A few paragraphs later, Ambassador Huggins “asked how many persons had been removed from the CKGR, and how many had returned. In all XXXXXXXXXXXX [another informant] estimated some 2,500 had been evicted; some 250 persons, mostly older San/Basarwa, were still in the CKGR, and perhaps another 250 had returned over the past two years from the relocation villages. XXXXXXXXXXXX stated that San/Basarwa are systematically being discriminated against by the GOB, which moves them away from wherever there might be an income-generating opportunity.”
The next morning, March 11, the ambassador and his party traveled 70 miles along a sandy track to New Xade, the resettlement camp, accompanied by GOB officials. Perhaps because of the presence of the officials, the chief at the village, Kgosi Lobatse Beslag, greeted the party with words of praise for the conditions in the camp. People were much better off since they have moved, he said. When Mr. Huggins asked if people really wanted to be there, he was told they did. He asked how they made their living, and after some hedging, it became clear that everything depended on welfare payments from the government. The settlement was too far from the paved road to ever allow the sale of handicrafts to tourists.

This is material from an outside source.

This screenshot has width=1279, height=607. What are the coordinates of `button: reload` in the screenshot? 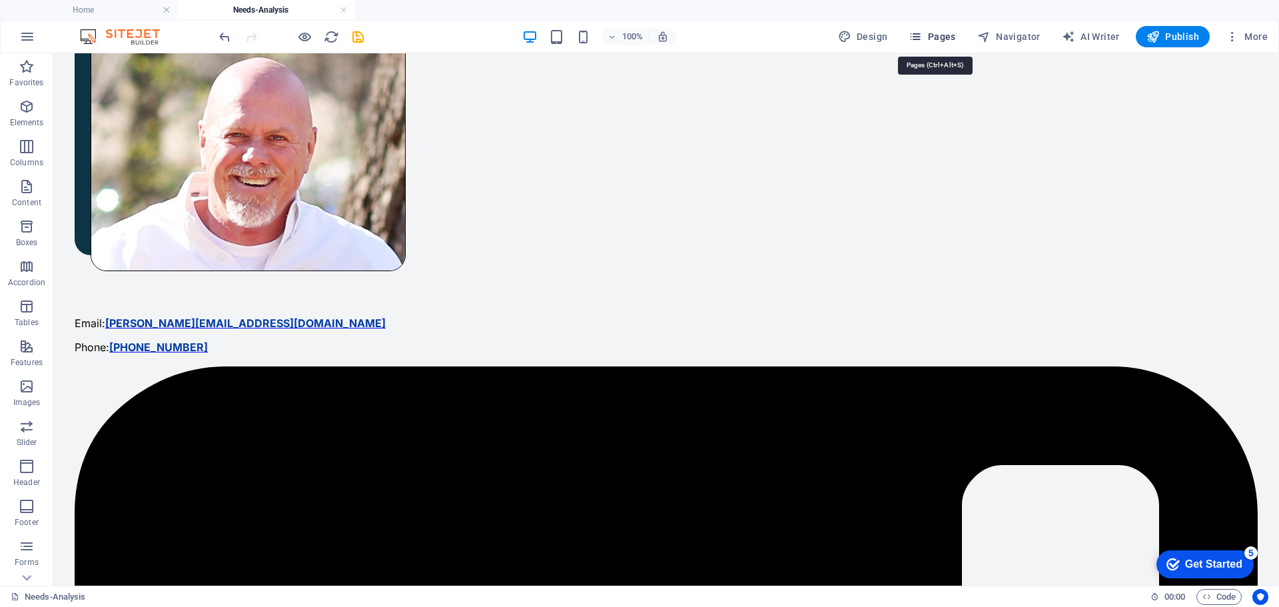 It's located at (331, 37).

Near the end of the meeting, however, some people began to express contrary opinions. The report states, “while many people were resigned to the relocation by now, many also went back to the CKGR. People mourn for their way of life, and regret that their children are not with them, but at school. Another grievance was that the Game and Wildlife Department prohibits New Xade residents who want to visit their relatives on the other side of the CKGR from traveling through the reserve; they have to go around.”
Ambassador Huggins concluded that “people have been dumped in economically absolutely unviable situations without forethought, and without follow-up support. The lack of imagination displayed on the part of the GOB is breathtaking.”